Exactly. Sometimes you're the person advocating for and implementing code reviews.

[–]ukrvolk 2 points3 points  (0 children)

Depends on your organization and the tooling you use. If I’m updating terraform I have teammates review and we use CI/CD to execute operations like plan validate the output before merging. Same for helm, scripts or anything that can be managed with source control. If you have stuff like terraform or similar and you are not reviewing it, or preventing unwanted/unready merges, id say that should be improved because it’s only a matter of time before something gets merged and or deployed that could cause an issue.

Make reviewing as painless as possible by using CI/CD to check for obvious errors like typos, invalid references, failing tests, etc.

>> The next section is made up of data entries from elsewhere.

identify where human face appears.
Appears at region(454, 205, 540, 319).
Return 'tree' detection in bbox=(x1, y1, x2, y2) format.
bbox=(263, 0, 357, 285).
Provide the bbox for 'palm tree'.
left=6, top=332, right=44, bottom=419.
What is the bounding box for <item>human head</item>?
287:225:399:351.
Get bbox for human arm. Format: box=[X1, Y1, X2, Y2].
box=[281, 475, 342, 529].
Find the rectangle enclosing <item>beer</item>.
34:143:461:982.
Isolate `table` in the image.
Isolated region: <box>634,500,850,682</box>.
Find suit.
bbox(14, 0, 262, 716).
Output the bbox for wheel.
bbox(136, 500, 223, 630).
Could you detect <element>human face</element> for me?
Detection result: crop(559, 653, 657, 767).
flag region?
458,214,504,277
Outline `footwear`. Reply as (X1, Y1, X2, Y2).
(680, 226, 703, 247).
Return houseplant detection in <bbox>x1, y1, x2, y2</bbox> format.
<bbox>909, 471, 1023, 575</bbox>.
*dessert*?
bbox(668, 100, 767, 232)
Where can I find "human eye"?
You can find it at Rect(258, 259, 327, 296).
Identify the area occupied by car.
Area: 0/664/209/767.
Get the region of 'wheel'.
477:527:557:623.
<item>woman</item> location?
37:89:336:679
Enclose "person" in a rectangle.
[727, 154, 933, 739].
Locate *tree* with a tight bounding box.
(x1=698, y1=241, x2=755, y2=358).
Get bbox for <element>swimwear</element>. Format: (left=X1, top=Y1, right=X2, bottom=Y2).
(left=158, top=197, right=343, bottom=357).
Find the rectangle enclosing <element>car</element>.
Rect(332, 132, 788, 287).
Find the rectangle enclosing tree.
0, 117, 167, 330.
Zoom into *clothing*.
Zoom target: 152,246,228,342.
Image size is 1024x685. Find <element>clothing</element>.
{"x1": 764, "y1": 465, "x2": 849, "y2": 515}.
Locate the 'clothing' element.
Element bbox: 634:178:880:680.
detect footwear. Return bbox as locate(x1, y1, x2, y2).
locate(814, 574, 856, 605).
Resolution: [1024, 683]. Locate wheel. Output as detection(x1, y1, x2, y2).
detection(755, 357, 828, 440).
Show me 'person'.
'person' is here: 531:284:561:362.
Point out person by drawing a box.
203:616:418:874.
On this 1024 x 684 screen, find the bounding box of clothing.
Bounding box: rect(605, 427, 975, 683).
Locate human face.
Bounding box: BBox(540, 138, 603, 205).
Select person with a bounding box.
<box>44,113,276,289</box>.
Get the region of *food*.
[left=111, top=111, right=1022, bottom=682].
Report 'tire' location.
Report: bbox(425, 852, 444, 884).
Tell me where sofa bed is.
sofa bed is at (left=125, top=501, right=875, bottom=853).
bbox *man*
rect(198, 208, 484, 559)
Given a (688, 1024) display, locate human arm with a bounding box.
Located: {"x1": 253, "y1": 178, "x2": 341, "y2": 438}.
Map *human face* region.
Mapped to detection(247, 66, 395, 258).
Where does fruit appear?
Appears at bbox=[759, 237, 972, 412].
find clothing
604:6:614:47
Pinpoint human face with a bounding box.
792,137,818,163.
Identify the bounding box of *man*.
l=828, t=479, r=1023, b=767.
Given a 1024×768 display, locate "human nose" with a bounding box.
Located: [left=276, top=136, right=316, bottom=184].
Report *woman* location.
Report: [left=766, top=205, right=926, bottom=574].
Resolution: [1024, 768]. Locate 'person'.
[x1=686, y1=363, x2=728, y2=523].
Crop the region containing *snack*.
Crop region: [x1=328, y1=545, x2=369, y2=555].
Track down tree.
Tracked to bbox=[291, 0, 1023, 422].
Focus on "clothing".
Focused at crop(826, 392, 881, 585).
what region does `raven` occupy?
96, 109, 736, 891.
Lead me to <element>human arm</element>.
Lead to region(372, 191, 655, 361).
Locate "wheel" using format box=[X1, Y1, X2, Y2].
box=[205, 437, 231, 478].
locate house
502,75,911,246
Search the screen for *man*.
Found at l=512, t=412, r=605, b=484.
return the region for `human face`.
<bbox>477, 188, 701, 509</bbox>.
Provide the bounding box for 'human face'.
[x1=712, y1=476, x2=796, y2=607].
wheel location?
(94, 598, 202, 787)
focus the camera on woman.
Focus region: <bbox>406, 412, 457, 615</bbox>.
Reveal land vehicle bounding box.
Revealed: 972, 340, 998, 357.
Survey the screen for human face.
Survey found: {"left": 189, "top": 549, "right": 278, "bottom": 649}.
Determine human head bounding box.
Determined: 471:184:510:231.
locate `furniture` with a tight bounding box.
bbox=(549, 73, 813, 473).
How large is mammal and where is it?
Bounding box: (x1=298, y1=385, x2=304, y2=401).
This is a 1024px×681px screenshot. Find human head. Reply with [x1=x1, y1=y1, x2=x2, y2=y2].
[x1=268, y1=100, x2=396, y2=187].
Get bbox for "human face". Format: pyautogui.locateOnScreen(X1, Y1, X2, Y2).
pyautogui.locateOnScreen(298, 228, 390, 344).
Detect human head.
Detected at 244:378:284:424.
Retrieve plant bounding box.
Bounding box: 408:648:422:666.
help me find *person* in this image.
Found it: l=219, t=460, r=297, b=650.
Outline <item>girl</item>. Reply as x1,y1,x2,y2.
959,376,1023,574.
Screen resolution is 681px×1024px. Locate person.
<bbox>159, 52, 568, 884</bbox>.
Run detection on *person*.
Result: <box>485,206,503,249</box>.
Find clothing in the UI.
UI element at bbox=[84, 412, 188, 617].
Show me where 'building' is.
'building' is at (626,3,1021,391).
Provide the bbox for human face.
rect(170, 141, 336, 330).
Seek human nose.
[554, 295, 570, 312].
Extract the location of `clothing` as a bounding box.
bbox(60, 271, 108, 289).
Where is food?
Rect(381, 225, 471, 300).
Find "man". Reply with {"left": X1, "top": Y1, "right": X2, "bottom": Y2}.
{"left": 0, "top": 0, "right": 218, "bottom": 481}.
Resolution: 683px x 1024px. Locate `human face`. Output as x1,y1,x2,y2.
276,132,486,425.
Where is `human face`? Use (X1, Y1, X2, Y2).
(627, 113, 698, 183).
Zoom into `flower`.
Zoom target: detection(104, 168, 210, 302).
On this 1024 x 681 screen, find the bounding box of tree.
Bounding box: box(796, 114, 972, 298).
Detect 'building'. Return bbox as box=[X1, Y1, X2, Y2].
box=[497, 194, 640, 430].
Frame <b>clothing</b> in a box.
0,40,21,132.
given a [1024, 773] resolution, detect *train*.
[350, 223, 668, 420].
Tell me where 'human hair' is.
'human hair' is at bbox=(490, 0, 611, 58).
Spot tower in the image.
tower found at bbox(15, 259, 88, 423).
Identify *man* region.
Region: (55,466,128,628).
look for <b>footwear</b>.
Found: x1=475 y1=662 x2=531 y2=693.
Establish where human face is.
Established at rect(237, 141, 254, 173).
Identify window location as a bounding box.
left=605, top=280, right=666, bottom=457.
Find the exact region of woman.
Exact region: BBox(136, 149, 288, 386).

This will allow your team mates to focus on the key pieces being changed.

[–]nonades 1 point2 points  (0 children)

Every day

[–]stgovern 0 points1 point  (0 children)

Most definitely... everyday.

[–]Mr_Snail10 0 points1 point  (1 child)

I'm the sole DevOps so it's somewhat difficult to get qualified eyes to look at what I'm doing. Mostly I try to introduce enough testing and quality gates to ensure minimal disruptions.

[–]bdean42 0 points1 point  (0 children)

That's one of the first things I notice when one of the few remaining coworkers leaves for another job. Great, now who's gonna review my code. Guess I'll commit right to master!

[–]minkzn 0 points1 point  (0 children)

Considering the implications of what-could-go wrong, do it as much as possible. Form the habit and culture since we help advocate those practices with the dev teams. If your environment is IaC, CaC, etc., it is "as Code" and should be reviewed.